Jakarta – An Indonesian Muslim militant turned himself in to authorities on Monday after supporters had spirited him out of police custody, a prosecutor said.
Habib Rizieq, who once urged Indonesians to take over the US embassy if the United States should attack Iraq, presented himself shortly after 5pm, Mulyoharjo, head of the Jakarta attorney-general's office, told Reuters. "He was received by prosecutors," Mulyoharjo said. "His status now is prosecutors' detainee." At mid-day about 50 supporters, far outnumbering police at the scene, had pushed Rizieq from inside the prosecutor's office to a bus waiting outside.
Rizieq's Islamic Defenders' Front (FPI) has raided establishments it believed were acting against Indonesian law and Islamic principles, and tried to sign up volunteers to go to Afghanistan and Iraq to fight the United States.
Police detained him late last year over some of the raids.
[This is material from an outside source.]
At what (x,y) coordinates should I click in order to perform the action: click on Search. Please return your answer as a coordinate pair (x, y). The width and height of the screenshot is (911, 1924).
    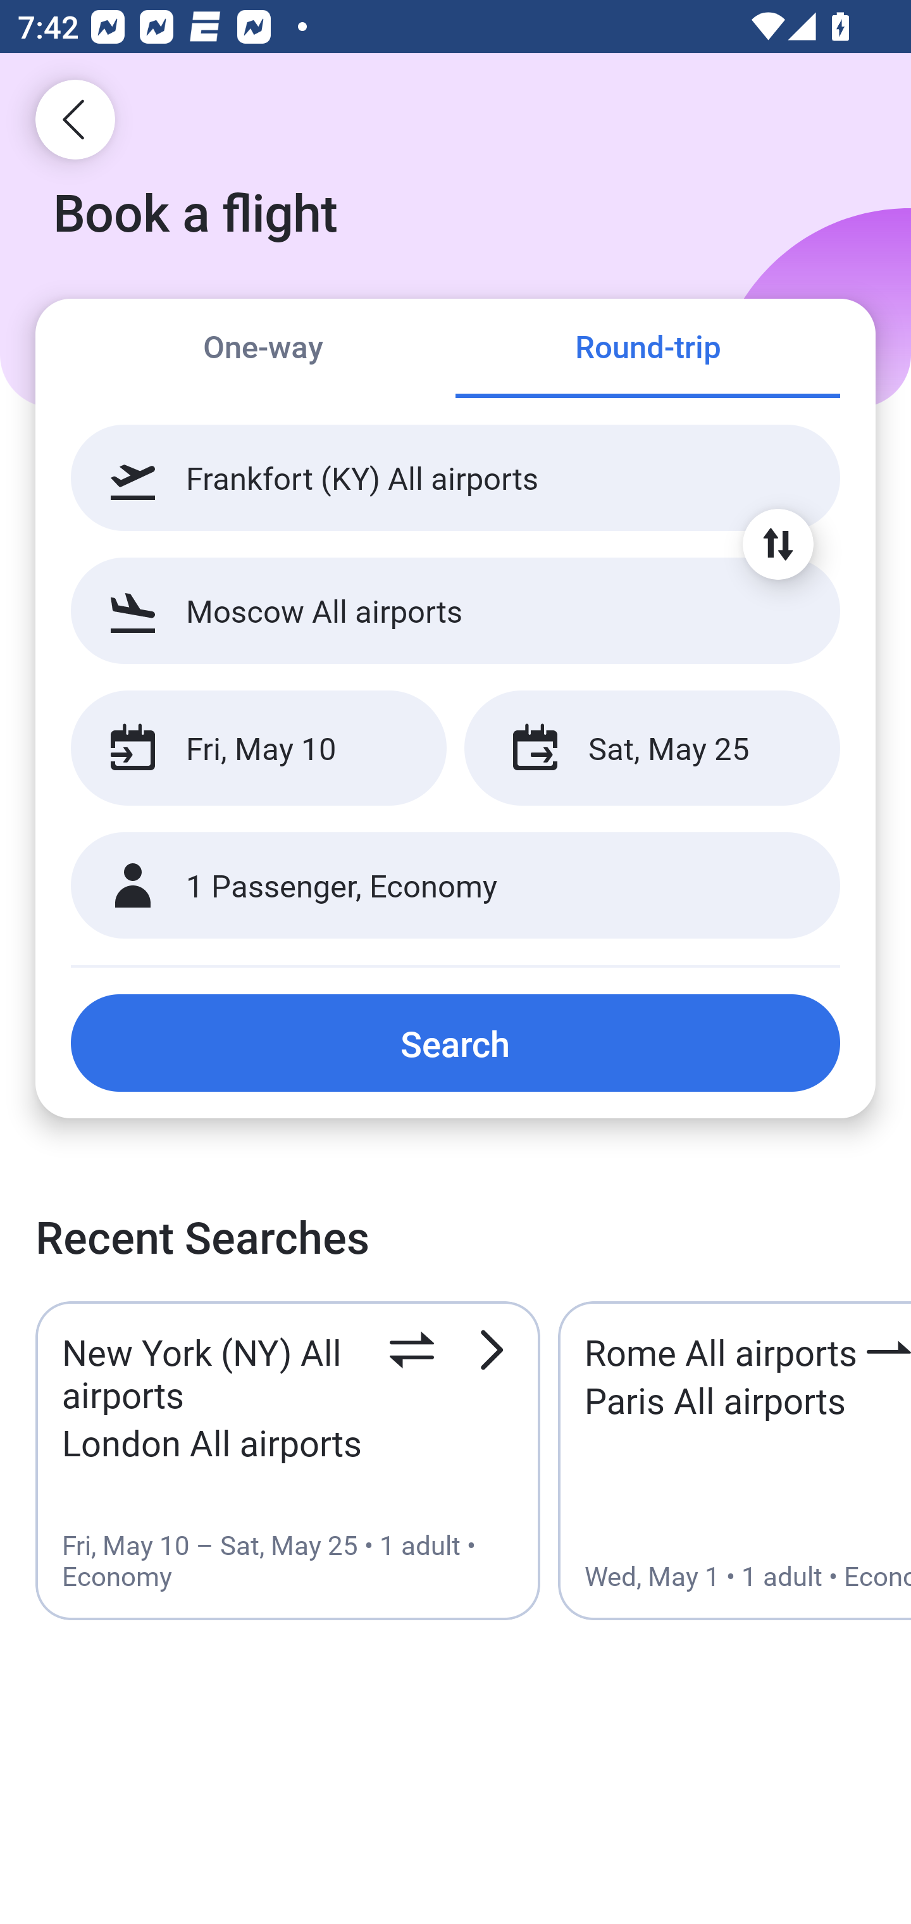
    Looking at the image, I should click on (456, 1043).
But local media said despite being under house arrest Rizieq left Indonesia for the Middle East this month to help resist the US-led attack, and was picked up by authorities late on Sunday upon returning to Jakarta on a flight from Malaysia.
Rizieq said he was not trying to escape when he left the country. "My trip overseas was not to escape from responsibilities. I was not escaping from the law," he told supporters and media before giving himself up.
Before the war on Iraq, Rizieq had said the FPI was "campaigning for the public to besiege and take over the US embassy if war broke out", and that if there was a war, "We will have thousands of new Osama bin Ladens who will be ready to destroy US facilities".
Prosecutors and lawyers say Rizieq faces several charges, including provocation leading to violence.